Curiosity Has Landed!
NASA's largest Mars rover begins exploring the Red Planet
Scientists at NASA's Jet Propulsion Laboratory celebrated the rover's successful landing onto Mars. (Damian Dovarganes / AP Images; NASA / JPL-Caltech)
The next era of Mars exploration began on Monday when American space agency NASA's Curiosity rover landed on the Red Planet.
Officially called the Mars Science Laboratory, the Curiosity rover is the biggest and most sophisticated spacecraft ever sent to Mars. It's as big as a car and will use cutting-edge scientific equipment to study the planet.
Curiosity's mission is to spend at least two years studying Mars' Gale Crater. One of its most important tasks will be searching for evidence that life existed—or currently exists—on Mars. It will also extensively investigate the Martian atmosphere and surface.
"This is the most complex mission we've ever done," says Robert Manning, the flight system chief engineer.
SEVEN MINUTES OF TERROR
Because the rover is so large, NASA scientists and engineers had to come up with a new way of getting Curiosity safely to the Martian surface.

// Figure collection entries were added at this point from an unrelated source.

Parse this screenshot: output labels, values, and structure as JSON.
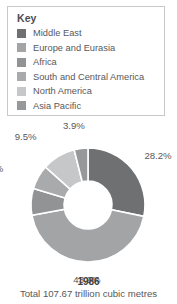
{
  "legend": {
    "title": "Key",
    "items": [
      {
        "label": "Middle East",
        "color": "#6f7072"
      },
      {
        "label": "Europe and Eurasia",
        "color": "#a3a4a6"
      },
      {
        "label": "Africa",
        "color": "#929395"
      },
      {
        "label": "South and Central America",
        "color": "#a9aaac"
      },
      {
        "label": "North America",
        "color": "#c6c7c9"
      },
      {
        "label": "Asia Pacific",
        "color": "#97989a"
      }
    ]
  },
  "caption": {
    "year": "1986",
    "total": "Total 107.67 trillion cubic metres"
  },
  "chart_data": {
    "type": "pie",
    "title": "1986",
    "subtitle": "Total 107.67 trillion cubic metres",
    "donut": true,
    "inner_radius_ratio": 0.42,
    "start_angle": 0,
    "direction": "clockwise",
    "unit": "percent",
    "categories": [
      "Middle East",
      "Europe and Eurasia",
      "Africa",
      "South and Central America",
      "North America",
      "Asia Pacific"
    ],
    "values": [
      28.2,
      43.9,
      7.6,
      6.9,
      9.5,
      3.9
    ],
    "labels": [
      "28.2%",
      "43.9%",
      "7.6%",
      "6.9%",
      "9.5%",
      "3.9%"
    ],
    "colors": [
      "#6f7072",
      "#a3a4a6",
      "#929395",
      "#a9aaac",
      "#c6c7c9",
      "#97989a"
    ],
    "legend_position": "top",
    "grid": false
  }
}
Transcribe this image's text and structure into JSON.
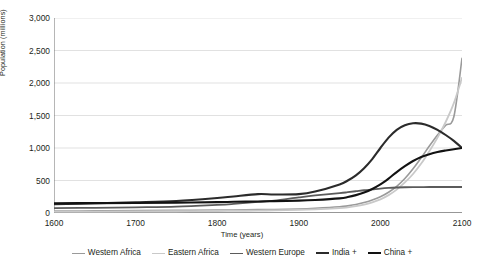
{
  "chart_data": {
    "type": "line",
    "title": "",
    "xlabel": "Time (years)",
    "ylabel": "Population (millions)",
    "xlim": [
      1600,
      2100
    ],
    "ylim": [
      0,
      3000
    ],
    "grid": true,
    "legend_position": "bottom",
    "x_ticks": [
      "1600",
      "1700",
      "1800",
      "1900",
      "2000",
      "2100"
    ],
    "x_tick_values": [
      1600,
      1700,
      1800,
      1900,
      2000,
      2100
    ],
    "y_ticks": [
      "0",
      "500",
      "1,000",
      "1,500",
      "2,000",
      "2,500",
      "3,000"
    ],
    "y_tick_values": [
      0,
      500,
      1000,
      1500,
      2000,
      2500,
      3000
    ],
    "x": [
      1600,
      1650,
      1700,
      1750,
      1800,
      1820,
      1850,
      1870,
      1900,
      1920,
      1950,
      1960,
      1970,
      1980,
      1990,
      2000,
      2010,
      2020,
      2030,
      2040,
      2050,
      2060,
      2070,
      2080,
      2090,
      2100
    ],
    "series": [
      {
        "name": "Western Africa",
        "color": "#9a9a9a",
        "width": 1.6,
        "values": [
          30,
          33,
          36,
          40,
          45,
          47,
          52,
          55,
          62,
          72,
          95,
          110,
          130,
          160,
          200,
          250,
          320,
          410,
          530,
          680,
          850,
          1030,
          1200,
          1350,
          1480,
          2380
        ]
      },
      {
        "name": "Eastern Africa",
        "color": "#c9c9c9",
        "width": 1.8,
        "values": [
          20,
          22,
          24,
          27,
          31,
          33,
          37,
          40,
          47,
          56,
          75,
          88,
          105,
          130,
          165,
          210,
          275,
          360,
          470,
          600,
          760,
          950,
          1160,
          1400,
          1690,
          2080
        ]
      },
      {
        "name": "Western Europe",
        "color": "#5b5b5b",
        "width": 1.8,
        "values": [
          74,
          80,
          88,
          98,
          125,
          140,
          170,
          190,
          240,
          270,
          305,
          320,
          335,
          350,
          362,
          375,
          385,
          392,
          396,
          398,
          399,
          400,
          400,
          400,
          400,
          400
        ]
      },
      {
        "name": "India +",
        "color": "#2b2b2b",
        "width": 2.1,
        "values": [
          135,
          150,
          165,
          185,
          230,
          255,
          290,
          285,
          290,
          330,
          440,
          500,
          580,
          690,
          830,
          1000,
          1160,
          1280,
          1350,
          1380,
          1375,
          1340,
          1280,
          1200,
          1110,
          1000
        ]
      },
      {
        "name": "China +",
        "color": "#121212",
        "width": 2.1,
        "values": [
          150,
          152,
          155,
          160,
          168,
          172,
          178,
          182,
          190,
          200,
          225,
          245,
          275,
          315,
          370,
          440,
          530,
          630,
          720,
          800,
          862,
          905,
          938,
          962,
          982,
          1000
        ]
      }
    ]
  },
  "legend": {
    "items": [
      {
        "label": "Western Africa",
        "color": "#9a9a9a",
        "width": 1.6
      },
      {
        "label": "Eastern Africa",
        "color": "#c9c9c9",
        "width": 1.8
      },
      {
        "label": "Western Europe",
        "color": "#5b5b5b",
        "width": 1.8
      },
      {
        "label": "India +",
        "color": "#2b2b2b",
        "width": 2.1
      },
      {
        "label": "China +",
        "color": "#121212",
        "width": 2.1
      }
    ]
  },
  "axes": {
    "y_title": "Population (millions)",
    "x_title": "Time (years)"
  },
  "style": {
    "background": "#ffffff",
    "axis_color": "#6f6f6f",
    "grid_color": "#d4d4d4",
    "text_color": "#231f20"
  }
}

In past missions, they used air bags to cushion the impact of falling from space. With Curiosity, NASA devised a new system—called the skycrane maneuver—that lowered the rover from a spacecraft hovering above the planet's surface.

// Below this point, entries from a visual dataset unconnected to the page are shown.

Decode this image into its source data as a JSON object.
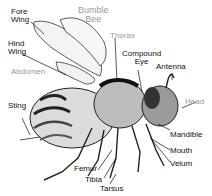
{
  "title": {
    "line1": "Bumble",
    "line2": "Bee"
  },
  "labels": {
    "fore_wing": {
      "line1": "Fore",
      "line2": "Wing"
    },
    "hind_wing": {
      "line1": "Hind",
      "line2": "Wing"
    },
    "abdomen": "Abdomen",
    "thorax": "Thorax",
    "compound_eye": {
      "line1": "Compound",
      "line2": "Eye"
    },
    "antenna": "Antenna",
    "head": "Head",
    "sting": "Sting",
    "mandible": "Mandible",
    "mouth": "Mouth",
    "velum": "Velum",
    "femur": "Femur",
    "tibia": "Tibia",
    "tarsus": "Tarsus"
  },
  "colors": {
    "primary_label": "#111111",
    "secondary_label": "#9a9a9a",
    "line_art": "#1a1a1a"
  }
}
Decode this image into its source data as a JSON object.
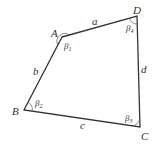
{
  "diagram": {
    "type": "quadrilateral",
    "stroke_color": "#333333",
    "vertices": [
      {
        "id": "A",
        "label": "A",
        "x": 62,
        "y": 37
      },
      {
        "id": "D",
        "label": "D",
        "x": 137,
        "y": 16
      },
      {
        "id": "C",
        "label": "C",
        "x": 140,
        "y": 127
      },
      {
        "id": "B",
        "label": "B",
        "x": 24,
        "y": 110
      }
    ],
    "sides": [
      {
        "label": "a",
        "from": "A",
        "to": "D"
      },
      {
        "label": "b",
        "from": "A",
        "to": "B"
      },
      {
        "label": "c",
        "from": "B",
        "to": "C"
      },
      {
        "label": "d",
        "from": "D",
        "to": "C"
      }
    ],
    "angles": [
      {
        "vertex": "A",
        "symbol": "β",
        "sub": "1"
      },
      {
        "vertex": "B",
        "symbol": "β",
        "sub": "2"
      },
      {
        "vertex": "C",
        "symbol": "β",
        "sub": "3"
      },
      {
        "vertex": "D",
        "symbol": "β",
        "sub": "4"
      }
    ]
  }
}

The landing began with the rover's capsule hitting the Martian atmosphere at about 13,000 miles per hour (mph). Rockets and a parachute were then used to slow the craft down to about 200 mph As the craft carrying Curiosity approached the landing site, the skycrane maneuver began and Curiosity was lowered to the surface using a 21-foot-long tether.
The landing process took seven minutes and was done by computers, with no help from mission control. Scientists and engineers called it "seven minutes of terror." It takes 14 minutes for a signal from the rover to travel from Mars to Earth. So Curiosity could have been dead on the surface for seven minutes before mission control even knew it had hit the atmosphere.
TOUCHDOWN!
In the minutes before the landing, the mood in the control room at NASA's Jet Propulsion Laboratory (JPL) was tense. The group gathered there stared intently at the screens in front of them and bit their nails, applauding every small success.
Then, at 1:32 a.m. Eastern time, engineer Allen Chen made the announcement everyone had been waiting for: "Touchdown confirmed." The control room erupted in cheers and clapping.
"This felt like a movie, and I had to keep telling myself it's real," says Charles Elachi, the director of the JPL. "What an inspiration to young people."
Only 40 percent of the Mars landings ever attempted have been successful. The conditions there make landing on the planet extremely difficult. There was a lot of pride in accomplishing a successful landing.
"This feat is something only the United States could do," says John Grunsfeld, NASA's associate administrator.
John P. Holdren, President Barack Obama's science adviser, went further.
"If anybody has been harboring doubts about the status of U.S. leadership in space, well, there's a one-ton, automobile-size piece of American ingenuity, and it's sitting on the surface of Mars right now," Holdren says.